Recent studies suggest ultra-high dose rate (FLASH) irradiation can spare normal tissues from radiotoxicity, while efficiently controlling the tumor, and this is known as the "FLASH effect". This study performed theoretical analyses about the impact of radiolytic oxygen depletion (ROD) on the cellular responses after FLASH irradiation.Methods: Monte Carlo simulation was used to model the ROD process, determine the DNA damage, and calculate the amount of oxygen depleted (LROD) during FLASH exposure. A mathematical model was applied to analyze oxygen tension (pO2) distribution in human tissues and the recovery of pO2 after FLASH irradiation. DNA damage and cell survival fractions (SFs) after FLASH irradiation were calculated. The impact of initial cellular pO2, FLASH pulse number, pulse interval, and radiation quality of the source particles on ROD and subsequent cellular responses were systematically evaluated.
Results:The simulated electron LROD range was 0.38-0.43 μM/Gy when pO2 ranged from 7.5-160 mmHg. The calculated DNA damage and SFs show that radioprotective effect is only evident in cells with a lower pO2. Different irradiation setups alter the cellular responses by modifying the pO2. Single pulse delivery or multi-pulse delivery with pulse intervals shorter than 10-50 ms resulted in fewer DNA damages and higher SFs. Source particles with a low radiation quality have a higher capacity to deplete oxygen, and thus, lead to a more conspicuous radioprotective effect.
Conclusions:A systematic analysis of the cellular response following FLASH irradiation was performed to provided suggestions for future FLASH applications. The FLASH radioprotective effect due to ROD may only be observed in cells with a low pO2. Single pulse delivery or multipulse delivery with short pulse intervals are suggested for FLASH irradiation to avoid oxygen tension recovery during pulse intervals. Source particles with low radiation quality are preferred for their conspicuous radioprotective effects.
Traditional data-driven respiratory gating method is capable of detecting breathing cycles directly from positron emission tomography (PET) data, but usually fails at low SNR, particularly at low dose PET/CT study. Time-of-flight (TOF) PET has the potential to improve the SNR. In order for TOF information to reduce the statistical noise and boost the performance of respiratory gating, we present a robust data-driven respiratory gating method using TOF information, which retrospectively derived the respiratory signal from the acquired TOF-PET data. The PET data was acquired in list mode format and analyzed in sinogram space. The method was demonstrated with patient datasets acquired on a TOF PET/CT system. Data-driven gating methods by center of mass (COM) and principle component analysis (PCA) algorithm were successfully performed on nonTOF PET and TOF PET dataset. To assess the accuracy of the data-driven respiratory signal, a hardware-based signal was acquired for comparison. The study showed that retrospectively respiratory gating using TOF sinograms has improved the SNR, and outperforms the non-TOF gating under both COM and PCA algorithms.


Please repeat the listing below in its entirety, exactly.
# # # # #
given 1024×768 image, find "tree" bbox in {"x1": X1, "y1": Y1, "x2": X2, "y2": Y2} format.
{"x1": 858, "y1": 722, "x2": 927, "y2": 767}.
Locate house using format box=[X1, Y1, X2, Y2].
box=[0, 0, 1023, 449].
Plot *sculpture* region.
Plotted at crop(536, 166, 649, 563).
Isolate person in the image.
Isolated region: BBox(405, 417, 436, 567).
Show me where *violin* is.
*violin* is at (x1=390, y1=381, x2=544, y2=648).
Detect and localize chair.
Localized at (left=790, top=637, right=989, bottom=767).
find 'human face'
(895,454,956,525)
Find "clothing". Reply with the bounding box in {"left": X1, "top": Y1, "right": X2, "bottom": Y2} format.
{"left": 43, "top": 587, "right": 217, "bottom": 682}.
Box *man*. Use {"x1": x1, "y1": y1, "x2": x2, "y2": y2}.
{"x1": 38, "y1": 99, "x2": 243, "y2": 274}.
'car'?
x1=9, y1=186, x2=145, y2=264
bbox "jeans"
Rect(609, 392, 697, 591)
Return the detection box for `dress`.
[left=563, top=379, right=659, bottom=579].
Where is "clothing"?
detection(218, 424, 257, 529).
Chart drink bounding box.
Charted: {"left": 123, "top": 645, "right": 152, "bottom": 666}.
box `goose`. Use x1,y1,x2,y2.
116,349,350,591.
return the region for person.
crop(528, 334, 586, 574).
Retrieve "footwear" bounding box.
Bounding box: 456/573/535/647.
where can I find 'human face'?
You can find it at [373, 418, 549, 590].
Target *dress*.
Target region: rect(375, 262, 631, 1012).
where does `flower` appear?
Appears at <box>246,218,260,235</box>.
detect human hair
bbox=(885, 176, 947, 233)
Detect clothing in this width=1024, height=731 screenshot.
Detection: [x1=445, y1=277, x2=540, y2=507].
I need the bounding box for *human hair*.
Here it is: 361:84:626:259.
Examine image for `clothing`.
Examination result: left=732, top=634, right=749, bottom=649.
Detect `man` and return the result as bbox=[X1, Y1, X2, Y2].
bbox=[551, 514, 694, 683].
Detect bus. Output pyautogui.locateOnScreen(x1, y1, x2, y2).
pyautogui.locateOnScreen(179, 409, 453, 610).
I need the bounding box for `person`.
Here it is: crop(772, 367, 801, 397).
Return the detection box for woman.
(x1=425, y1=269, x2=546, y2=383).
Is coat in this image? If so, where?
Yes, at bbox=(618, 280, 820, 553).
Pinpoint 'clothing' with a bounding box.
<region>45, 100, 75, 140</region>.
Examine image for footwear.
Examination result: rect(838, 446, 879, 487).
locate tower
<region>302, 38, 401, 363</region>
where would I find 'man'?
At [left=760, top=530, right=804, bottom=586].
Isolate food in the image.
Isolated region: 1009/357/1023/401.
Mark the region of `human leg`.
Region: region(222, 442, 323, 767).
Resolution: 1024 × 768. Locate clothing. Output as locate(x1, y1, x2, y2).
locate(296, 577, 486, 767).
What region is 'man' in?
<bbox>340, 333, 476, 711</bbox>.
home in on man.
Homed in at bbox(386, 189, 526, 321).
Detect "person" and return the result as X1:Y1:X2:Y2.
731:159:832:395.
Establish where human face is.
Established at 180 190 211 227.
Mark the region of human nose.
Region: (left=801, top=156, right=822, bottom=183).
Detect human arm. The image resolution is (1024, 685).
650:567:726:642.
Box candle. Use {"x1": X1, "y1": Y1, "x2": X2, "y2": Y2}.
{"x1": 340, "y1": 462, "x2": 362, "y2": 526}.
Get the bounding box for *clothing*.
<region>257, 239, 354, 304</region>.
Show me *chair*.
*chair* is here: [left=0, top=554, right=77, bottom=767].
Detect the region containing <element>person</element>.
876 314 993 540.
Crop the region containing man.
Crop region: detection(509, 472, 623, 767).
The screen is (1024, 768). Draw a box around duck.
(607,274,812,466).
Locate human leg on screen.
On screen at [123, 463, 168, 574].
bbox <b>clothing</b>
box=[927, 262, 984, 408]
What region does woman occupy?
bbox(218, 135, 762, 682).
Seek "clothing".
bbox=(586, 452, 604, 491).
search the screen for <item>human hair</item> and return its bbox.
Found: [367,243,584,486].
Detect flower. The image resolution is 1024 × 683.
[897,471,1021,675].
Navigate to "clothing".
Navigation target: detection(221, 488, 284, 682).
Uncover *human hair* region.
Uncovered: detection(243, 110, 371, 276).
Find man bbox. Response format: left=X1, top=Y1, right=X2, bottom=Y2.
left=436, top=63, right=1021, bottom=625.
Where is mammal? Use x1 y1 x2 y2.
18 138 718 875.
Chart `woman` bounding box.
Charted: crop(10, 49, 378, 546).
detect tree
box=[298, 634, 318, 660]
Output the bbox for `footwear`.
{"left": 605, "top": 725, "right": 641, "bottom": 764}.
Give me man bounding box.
# # # # #
_Exercise result_:
given 1024×768 image, find "tree" bbox in {"x1": X1, "y1": Y1, "x2": X2, "y2": Y2} format.
{"x1": 858, "y1": 722, "x2": 927, "y2": 767}.
Locate house using format box=[X1, Y1, X2, Y2].
box=[0, 0, 1023, 449].
Plot *sculpture* region.
Plotted at crop(536, 166, 649, 563).
Isolate person in the image.
Isolated region: BBox(405, 417, 436, 567).
Show me where *violin* is.
*violin* is at (x1=390, y1=381, x2=544, y2=648).
Detect and localize chair.
Localized at (left=790, top=637, right=989, bottom=767).
find 'human face'
(895,454,956,525)
Find "clothing". Reply with the bounding box in {"left": X1, "top": Y1, "right": X2, "bottom": Y2} format.
{"left": 43, "top": 587, "right": 217, "bottom": 682}.
Box *man*. Use {"x1": x1, "y1": y1, "x2": x2, "y2": y2}.
{"x1": 38, "y1": 99, "x2": 243, "y2": 274}.
'car'?
x1=9, y1=186, x2=145, y2=264
bbox "jeans"
Rect(609, 392, 697, 591)
Return the detection box for `dress`.
[left=563, top=379, right=659, bottom=579].
Where is "clothing"?
detection(218, 424, 257, 529).
Chart drink bounding box.
Charted: {"left": 123, "top": 645, "right": 152, "bottom": 666}.
box `goose`. Use x1,y1,x2,y2.
116,349,350,591.
return the region for person.
crop(528, 334, 586, 574).
Retrieve "footwear" bounding box.
Bounding box: 456/573/535/647.
where can I find 'human face'?
You can find it at [373, 418, 549, 590].
Target *dress*.
Target region: rect(375, 262, 631, 1012).
where does `flower` appear?
Appears at <box>246,218,260,235</box>.
detect human hair
bbox=(885, 176, 947, 233)
Detect clothing in this width=1024, height=731 screenshot.
Detection: [x1=445, y1=277, x2=540, y2=507].
I need the bounding box for *human hair*.
Here it is: 361:84:626:259.
Examine image for `clothing`.
Examination result: left=732, top=634, right=749, bottom=649.
Detect `man` and return the result as bbox=[X1, Y1, X2, Y2].
bbox=[551, 514, 694, 683].
Detect bus. Output pyautogui.locateOnScreen(x1, y1, x2, y2).
pyautogui.locateOnScreen(179, 409, 453, 610).
I need the bounding box for `person`.
Here it is: crop(772, 367, 801, 397).
Return the detection box for woman.
(x1=425, y1=269, x2=546, y2=383).
Is coat in this image? If so, where?
Yes, at bbox=(618, 280, 820, 553).
Pinpoint 'clothing' with a bounding box.
<region>45, 100, 75, 140</region>.
Examine image for footwear.
Examination result: rect(838, 446, 879, 487).
locate tower
<region>302, 38, 401, 363</region>
where would I find 'man'?
At [left=760, top=530, right=804, bottom=586].
Isolate food in the image.
Isolated region: 1009/357/1023/401.
Mark the region of `human leg`.
Region: region(222, 442, 323, 767).
Resolution: 1024 × 768. Locate clothing. Output as locate(x1, y1, x2, y2).
locate(296, 577, 486, 767).
What region is 'man' in?
<bbox>340, 333, 476, 711</bbox>.
home in on man.
Homed in at bbox(386, 189, 526, 321).
Detect "person" and return the result as X1:Y1:X2:Y2.
731:159:832:395.
Establish where human face is.
Established at 180 190 211 227.
Mark the region of human nose.
Region: (left=801, top=156, right=822, bottom=183).
Detect human arm. The image resolution is (1024, 685).
650:567:726:642.
Box candle. Use {"x1": X1, "y1": Y1, "x2": X2, "y2": Y2}.
{"x1": 340, "y1": 462, "x2": 362, "y2": 526}.
Get the bounding box for *clothing*.
<region>257, 239, 354, 304</region>.
Show me *chair*.
*chair* is here: [left=0, top=554, right=77, bottom=767].
Detect the region containing <element>person</element>.
876 314 993 540.
Crop the region containing man.
Crop region: detection(509, 472, 623, 767).
The screen is (1024, 768). Draw a box around duck.
(607,274,812,466).
Locate human leg on screen.
On screen at [123, 463, 168, 574].
bbox <b>clothing</b>
box=[927, 262, 984, 408]
What region does woman occupy?
bbox(218, 135, 762, 682).
Seek "clothing".
bbox=(586, 452, 604, 491).
search the screen for <item>human hair</item> and return its bbox.
Found: [367,243,584,486].
Detect flower. The image resolution is 1024 × 683.
[897,471,1021,675].
Navigate to "clothing".
Navigation target: detection(221, 488, 284, 682).
Uncover *human hair* region.
Uncovered: detection(243, 110, 371, 276).
Find man bbox. Response format: left=X1, top=Y1, right=X2, bottom=Y2.
left=436, top=63, right=1021, bottom=625.
Where is mammal? Use x1 y1 x2 y2.
18 138 718 875.
Chart `woman` bounding box.
Charted: crop(10, 49, 378, 546).
detect tree
box=[298, 634, 318, 660]
Output the bbox for `footwear`.
{"left": 605, "top": 725, "right": 641, "bottom": 764}.
Give me man bounding box.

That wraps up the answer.